Scrobbling to Last.fm offline
27 Aug 2024Image by M. Johnson under CC BY 2.0
Imagine: you are sitting in a comfy chair near your stereo system, smelling the scent of a vinyl record spinning on your turntable, looking at the artwork, and listening to music. Is there something you might have forgotten to do?
It is not a problem at all since Last.fm allows you to scrobble using its API. That’s how your scrobblers for desktops and mobile devices work. So, I wrote a utility called offline-scrobbler to scrobble music to Last.fm for a given artist and album.
How to set it up
Install the utility. The simplest way to do it, if you have Cargo installed, is to run:
cargo install offline-scrobbler
GitHub releases contain Linux binaries. They are automatically built for Linux using musl to avoid problems with glibc linkage. Building macOS and Windows executables is a little more challenging. If anyone wants them, please ping me.
You need to create a Last.fm application account. Since this scrobbler is not a public service and it just runs on your machine, you need to create an account for yourself. Head to Last.fm, and log in as usual. Then go to Create API account page. Here, you need to enter your “Contact e-mail”, an arbitrary name to “Application name” field, and nothing more.
On the next screen, you will be presented with unique account keys for this application. Write down the “API Key” and “Shared secret”.
Provide the keys to the utility with the following call:
offline-scrobbler auth --api-key API_KEY --secret-key SHARED_SECRET
You are all set!
Scrobbling music
That’s why we are here, right?
I supported three typical scrobbling scenarios.
First of all, scrobble one song. It’s pretty easy:
offline-scrobbler scrobble --artist=Hooverphonic --track=Eden
Then, you can scrobble the whole album:
offline-scrobbler scrobble --artist=Hooverphonic --album="A New Stereophonic Sound Spectacular"
Finally, if you have a Last.fm album page open, just grab the URL and feed it to the scrobbler:
offline-scrobbler scrobble-url --url "https://www.last.fm/music/Hooverphonic/Blue+Wonder+Power+Milk"
Internals
Did I mention that the scrobbler is blazingly fast 🚀 because it is written in Rust 🦀 ? :)
The scrobbler relies on Last.fm artist and album names. So, it’s advisable to first run scrobbler in preview mode (--dryrun
argument) to verify you’re scrobbling precisely the tracks you want. If there are any scrobble problems or tracks are ignored, they will be reported to the console.
I was surprised that Rust is missing a good scrobbler library. Anyway, it is a common problem. I wrote mine in Objective C while developing a desktop scrobbler for OS X a decade ago. The reqwest
and serde
simplify writing API clients a lot. Unfortunately, last.fm / audioscrobbler API is XML-based, so you have to write some boilerplate.
The core types for scrobbling logic are pretty simple:
#[derive(Debug)]
pub struct Track {
pub title: String,
pub duration: i64,
}
#[derive(Debug)]
pub struct Album {
pub title: String,
pub tracks: Vec<Track>,
pub url: Option<String>,
}
All the error handling logic is nicely supported by anyhow
(for propagating errors in CLI application) and thiserror
(to model library error enum).
Writing CLI applications in Rust is a breeze. Combining clap
, serde
and env_logger
is one of the finest ways to make a complicated CLI with parameter groups, validation, colour handling and other nice things. The only unfortunate thing I’ve noticed is that authors of clap v4 recently decided to unconditionally drop colour support in favour of more generic ANSI underlining. Let’s check the state of this issue.
Date and time
One curious thing I’ve discovered is that std
library doesn’t provide formatters for std::time::Duration
. It has Debug
trait implementation, but the formatting is excluded explicitly because: “there are a variety of ways to format periods for human readability”. So, one should use an implementation from chrono
or time
. The time
crate has a totally different Duration
type apart from std
, which is not so convenient. Finally, there are ongoing debates which external datetime library to use. Maintainers of chrono
returned to support the crate, and one more library called jiff just arrived from BurntSushi, so the choice became even harder. The main downside of a well-supported and lightweight time
crate for me is the lack of strftime-style format. It is so ubiquitous to use %H-%M-%S
instead of
time.format(format_description!("[hour]:[minute]:[second]"))
To mimic normal human behaviour, I added pauses between tracks in the duration of each track. What’s more, you can scrobble into the past. Remember, you had been playing that album 6 hours ago? That is no problem - just specify an offset in human-readable form.
offline-scrobbler scrobble --artist=Hooverphonic --album="A New Stereophonic Sound Spectacular" --start=6h
Kudos to the great humantime library for this functionality.
Conclusion
My life has many entertaining activities, and music-related ones make up a significant part. I’ve worked on different tools to ease managing music libraries, encoding files and synchronizing with services. While building such tools, always remember that it could also be fun and rewarding.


What is required -> Please set down every line of the records below exactly, without the pictures.

Dataset records ->
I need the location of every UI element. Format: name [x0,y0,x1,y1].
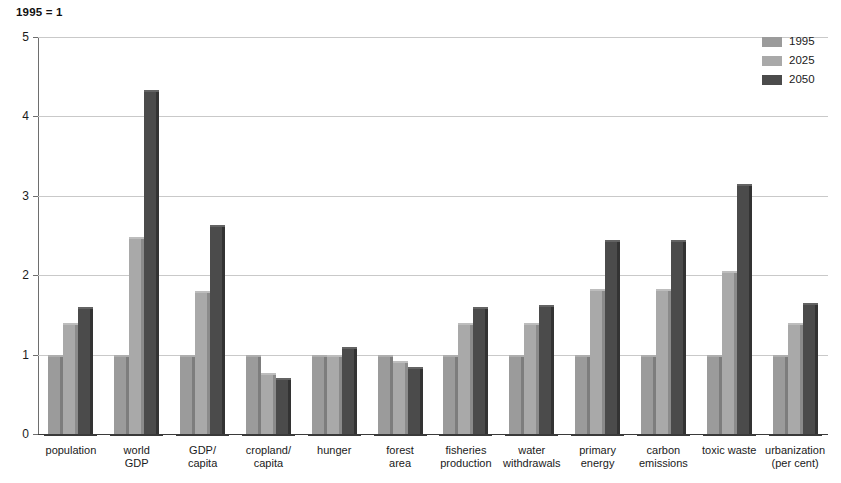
bar-cap [722,271,737,273]
bar-face [773,355,785,434]
bar-group [707,37,752,434]
bar-cap [656,289,671,291]
chart-legend: 199520252050 [762,32,832,89]
group-baseline-tick [637,434,690,436]
bar-face [707,355,719,434]
bar-face [393,361,405,434]
legend-item[interactable]: 1995 [762,32,832,51]
bar-cap [195,291,210,293]
x-axis-label: forest area [367,444,433,470]
bar-cap [524,323,539,325]
bar-side [222,225,225,434]
bar-side [683,240,686,434]
bar-face [656,289,668,434]
bar-face [590,289,602,434]
bar-face [261,373,273,434]
bar-rect [342,347,357,434]
group-baseline-tick [703,434,756,436]
legend-item[interactable]: 2050 [762,70,832,89]
bar-face [641,355,653,434]
bar-cap [144,90,159,92]
bar-cap [210,225,225,227]
legend-label: 2050 [789,74,815,85]
legend-swatch [762,75,782,85]
bar-cap [63,323,78,325]
bar-rect [641,355,656,434]
bar-rect [524,323,539,434]
bar-side [420,367,423,434]
legend-label: 1995 [789,36,815,47]
plot-area [38,37,828,434]
bar-cap [312,355,327,357]
bar-side [815,303,818,434]
bar-face [539,305,551,434]
bar-cap [443,355,458,357]
bar-side [90,307,93,434]
bar-face [78,307,90,434]
x-axis-label: world GDP [104,444,170,470]
bar-face [803,303,815,434]
bar-rect [575,355,590,434]
bar-rect [788,323,803,434]
bar-rect [605,240,620,434]
bar-cap [378,355,393,357]
legend-swatch [762,37,782,47]
bar-rect [722,271,737,434]
bar-cap [114,355,129,357]
bar-cap [803,303,818,305]
bar-rect [590,289,605,434]
bar-cap [327,355,342,357]
bar-face [195,291,207,434]
bar-face [605,240,617,434]
bar-face [246,355,258,434]
bar-cap [180,355,195,357]
x-axis-label: hunger [301,444,367,457]
bar-cap [78,307,93,309]
bar-cap [393,361,408,363]
bar-group [114,37,159,434]
legend-item[interactable]: 2025 [762,51,832,70]
group-baseline-tick [308,434,361,436]
chart-title: 1995 = 1 [16,6,63,18]
bar-rect [195,291,210,434]
bar-face [48,355,60,434]
bar-face [327,355,339,434]
bar-group [773,37,818,434]
bar-cap [605,240,620,242]
bar-face [509,355,521,434]
bar-face [722,271,734,434]
y-tick-label-3: 3 [5,189,29,203]
bar-rect [276,378,291,434]
bar-group [246,37,291,434]
bar-rect [78,307,93,434]
group-baseline-tick [374,434,427,436]
bar-cap [590,289,605,291]
bar-face [312,355,324,434]
bar-cap [671,240,686,242]
x-axis-label: primary energy [565,444,631,470]
bar-rect [210,225,225,434]
bar-rect [408,367,423,434]
bar-rect [458,323,473,434]
bar-group [641,37,686,434]
bar-side [551,305,554,434]
bar-rect [803,303,818,434]
bar-cap [261,373,276,375]
bar-face [473,307,485,434]
bar-group [180,37,225,434]
bar-rect [539,305,554,434]
bar-cap [539,305,554,307]
group-baseline-tick [110,434,163,436]
bar-cap [458,323,473,325]
y-tick-label-1: 1 [5,348,29,362]
bar-rect [378,355,393,434]
x-axis-label: water withdrawals [499,444,565,470]
bar-cap [408,367,423,369]
bar-group [575,37,620,434]
bar-cap [342,347,357,349]
bar-cap [48,355,63,357]
bar-group [48,37,93,434]
bar-rect [246,355,261,434]
bar-cap [473,307,488,309]
y-tick-label-4: 4 [5,109,29,123]
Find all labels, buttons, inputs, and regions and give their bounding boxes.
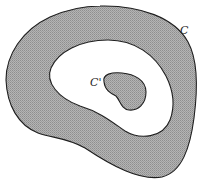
label-c-prime: C' [90, 76, 101, 89]
region-diagram: C C' [0, 0, 202, 181]
label-c: C [180, 24, 189, 37]
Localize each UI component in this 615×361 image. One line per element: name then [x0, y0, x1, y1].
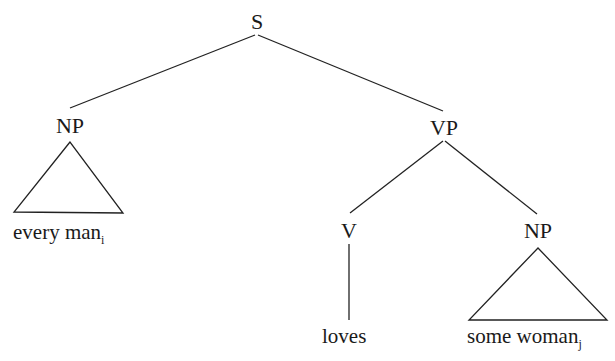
node-np-subject: NP	[56, 115, 84, 137]
leaf-object-index: j	[578, 337, 581, 351]
leaf-subject-index: i	[101, 233, 104, 247]
leaf-verb-text: loves	[322, 324, 366, 348]
triangle-np-object	[469, 248, 607, 320]
edge-s-vp	[258, 35, 443, 111]
node-s: S	[251, 11, 263, 33]
edge-vp-np	[445, 141, 537, 214]
node-vp: VP	[430, 117, 458, 139]
edge-vp-v	[350, 141, 443, 213]
triangle-np-subject	[14, 142, 123, 213]
node-np-object: NP	[524, 220, 552, 242]
leaf-subject-text: every man	[13, 220, 101, 244]
leaf-subject: every mani	[13, 222, 104, 251]
node-v: V	[341, 220, 357, 242]
leaf-object: some womanj	[467, 326, 582, 355]
leaf-verb: loves	[322, 326, 366, 347]
tree-edges	[0, 0, 615, 361]
leaf-object-text: some woman	[467, 324, 578, 348]
edge-s-np	[70, 35, 255, 108]
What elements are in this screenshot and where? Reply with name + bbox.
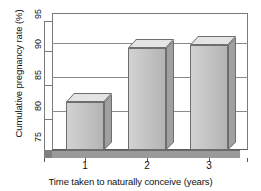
bar-front-face-3: [190, 45, 228, 150]
y-axis-title: Cumulative pregnancy rate (%): [13, 0, 24, 149]
bar-front-face-2: [128, 48, 166, 150]
x-axis-tick-start: [44, 158, 45, 162]
bar-front-face-1: [66, 102, 104, 150]
y-axis-tick-95: [44, 21, 52, 22]
x-axis-tick-end: [247, 158, 248, 162]
bar-category-3[interactable]: [190, 36, 228, 150]
x-tick-label-3: 3: [199, 160, 219, 171]
y-tick-label-85: 85: [33, 64, 43, 86]
chart-floor-left-corner: [44, 150, 52, 158]
y-tick-label-80: 80: [33, 95, 43, 117]
x-tick-label-1: 1: [75, 160, 95, 171]
bar-chart: Cumulative pregnancy rate (%) 95 90 85 8…: [0, 0, 261, 191]
y-axis-tick-85: [44, 85, 52, 86]
bar-category-1[interactable]: [66, 93, 104, 150]
y-tick-label-75: 75: [33, 126, 43, 148]
plot-area: [52, 13, 248, 150]
x-tick-label-2: 2: [137, 160, 157, 171]
y-axis-tick-90: [44, 51, 52, 52]
bar-category-2[interactable]: [128, 39, 166, 150]
chart-floor: [44, 150, 240, 158]
y-tick-label-95: 95: [33, 3, 43, 25]
y-tick-label-90: 90: [33, 33, 43, 55]
bar-side-face-2: [166, 40, 174, 150]
bar-side-face-3: [228, 37, 236, 150]
y-axis-tick-80: [44, 119, 52, 120]
chart-left-wall: [44, 21, 52, 158]
bar-side-face-1: [104, 94, 112, 150]
x-axis-title: Time taken to naturally conceive (years): [0, 176, 261, 187]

Expected answer ->
I need the location of every UI element. Format: name [x0,y0,x1,y1].
bar-cap [722,271,737,273]
bar-face [773,355,785,434]
bar-group [707,37,752,434]
bar-cap [656,289,671,291]
chart-legend: 199520252050 [762,32,832,89]
group-baseline-tick [637,434,690,436]
bar-face [707,355,719,434]
bar-face [393,361,405,434]
legend-item[interactable]: 1995 [762,32,832,51]
bar-cap [195,291,210,293]
x-axis-label: forest area [367,444,433,470]
bar-cap [524,323,539,325]
bar-side [222,225,225,434]
bar-side [683,240,686,434]
bar-face [656,289,668,434]
bar-face [590,289,602,434]
bar-face [261,373,273,434]
bar-rect [342,347,357,434]
group-baseline-tick [703,434,756,436]
legend-item[interactable]: 2050 [762,70,832,89]
bar-face [641,355,653,434]
bar-cap [144,90,159,92]
bar-cap [210,225,225,227]
legend-label: 2050 [789,74,815,85]
legend-swatch [762,75,782,85]
bar-cap [63,323,78,325]
bar-rect [641,355,656,434]
bar-rect [524,323,539,434]
bar-side [420,367,423,434]
legend-label: 1995 [789,36,815,47]
plot-area [38,37,828,434]
bar-cap [312,355,327,357]
bar-side [815,303,818,434]
bar-face [539,305,551,434]
bar-cap [443,355,458,357]
bar-side [90,307,93,434]
bar-face [78,307,90,434]
x-axis-label: world GDP [104,444,170,470]
bar-face [803,303,815,434]
bar-rect [575,355,590,434]
bar-rect [788,323,803,434]
bar-rect [605,240,620,434]
bar-cap [378,355,393,357]
legend-swatch [762,37,782,47]
bar-rect [722,271,737,434]
bar-cap [114,355,129,357]
bar-cap [803,303,818,305]
bar-rect [590,289,605,434]
bar-cap [327,355,342,357]
bar-face [195,291,207,434]
bar-face [605,240,617,434]
bar-face [246,355,258,434]
bar-cap [180,355,195,357]
x-axis-label: hunger [301,444,367,457]
bar-cap [78,307,93,309]
bar-cap [393,361,408,363]
bar-group [114,37,159,434]
legend-item[interactable]: 2025 [762,51,832,70]
group-baseline-tick [308,434,361,436]
chart-title: 1995 = 1 [16,6,63,18]
bar-rect [195,291,210,434]
bar-face [48,355,60,434]
bar-face [327,355,339,434]
bar-group [773,37,818,434]
bar-cap [605,240,620,242]
bar-face [509,355,521,434]
bar-face [722,271,734,434]
y-tick-label-3: 3 [5,189,29,203]
bar-rect [276,378,291,434]
bar-group [246,37,291,434]
bar-rect [78,307,93,434]
group-baseline-tick [374,434,427,436]
bar-cap [590,289,605,291]
bar-face [312,355,324,434]
bar-cap [671,240,686,242]
x-axis-label: primary energy [565,444,631,470]
bar-rect [210,225,225,434]
bar-rect [408,367,423,434]
bar-rect [458,323,473,434]
bar-group [641,37,686,434]
bar-side [551,305,554,434]
bar-rect [803,303,818,434]
bar-cap [261,373,276,375]
bar-face [473,307,485,434]
bar-group [180,37,225,434]
bar-rect [539,305,554,434]
bar-cap [539,305,554,307]
group-baseline-tick [110,434,163,436]
bar-cap [458,323,473,325]
y-tick-label-1: 1 [5,348,29,362]
bar-rect [378,355,393,434]
x-axis-label: water withdrawals [499,444,565,470]
bar-cap [408,367,423,369]
bar-group [575,37,620,434]
bar-cap [342,347,357,349]
bar-cap [48,355,63,357]
bar-group [48,37,93,434]
bar-rect [246,355,261,434]
bar-cap [473,307,488,309]
y-tick-label-4: 4 [5,109,29,123]
Find all labels, buttons, inputs, and regions and give their bounding boxes.
label-c-prime: C' [90, 76, 101, 89]
region-diagram: C C' [0, 0, 202, 181]
label-c: C [180, 24, 189, 37]
Localize each UI component in this 615×361 image. One line per element: name then [x0, y0, x1, y1].
node-np-subject: NP	[56, 115, 84, 137]
leaf-object-index: j	[578, 337, 581, 351]
leaf-subject-index: i	[101, 233, 104, 247]
leaf-verb-text: loves	[322, 324, 366, 348]
triangle-np-object	[469, 248, 607, 320]
edge-s-vp	[258, 35, 443, 111]
node-s: S	[251, 11, 263, 33]
edge-vp-np	[445, 141, 537, 214]
node-vp: VP	[430, 117, 458, 139]
edge-vp-v	[350, 141, 443, 213]
triangle-np-subject	[14, 142, 123, 213]
node-np-object: NP	[524, 220, 552, 242]
leaf-subject-text: every man	[13, 220, 101, 244]
leaf-subject: every mani	[13, 222, 104, 251]
node-v: V	[341, 220, 357, 242]
leaf-object: some womanj	[467, 326, 582, 355]
leaf-verb: loves	[322, 326, 366, 347]
tree-edges	[0, 0, 615, 361]
leaf-object-text: some woman	[467, 324, 578, 348]
edge-s-np	[70, 35, 255, 108]
What elements are in this screenshot and where? Reply with name + bbox.
bar-front-face-3: [190, 45, 228, 150]
y-axis-title: Cumulative pregnancy rate (%): [13, 0, 24, 149]
bar-front-face-2: [128, 48, 166, 150]
x-axis-tick-start: [44, 158, 45, 162]
bar-front-face-1: [66, 102, 104, 150]
y-axis-tick-95: [44, 21, 52, 22]
x-axis-tick-end: [247, 158, 248, 162]
bar-category-3[interactable]: [190, 36, 228, 150]
x-tick-label-3: 3: [199, 160, 219, 171]
y-tick-label-85: 85: [33, 64, 43, 86]
chart-floor-left-corner: [44, 150, 52, 158]
y-tick-label-80: 80: [33, 95, 43, 117]
x-tick-label-1: 1: [75, 160, 95, 171]
bar-chart: Cumulative pregnancy rate (%) 95 90 85 8…: [0, 0, 261, 191]
y-axis-tick-85: [44, 85, 52, 86]
bar-category-1[interactable]: [66, 93, 104, 150]
y-tick-label-75: 75: [33, 126, 43, 148]
plot-area: [52, 13, 248, 150]
x-tick-label-2: 2: [137, 160, 157, 171]
y-axis-tick-90: [44, 51, 52, 52]
bar-category-2[interactable]: [128, 39, 166, 150]
chart-floor: [44, 150, 240, 158]
y-tick-label-95: 95: [33, 3, 43, 25]
y-tick-label-90: 90: [33, 33, 43, 55]
bar-side-face-2: [166, 40, 174, 150]
bar-side-face-3: [228, 37, 236, 150]
y-axis-tick-80: [44, 119, 52, 120]
chart-left-wall: [44, 21, 52, 158]
bar-side-face-1: [104, 94, 112, 150]
x-axis-title: Time taken to naturally conceive (years): [0, 176, 261, 187]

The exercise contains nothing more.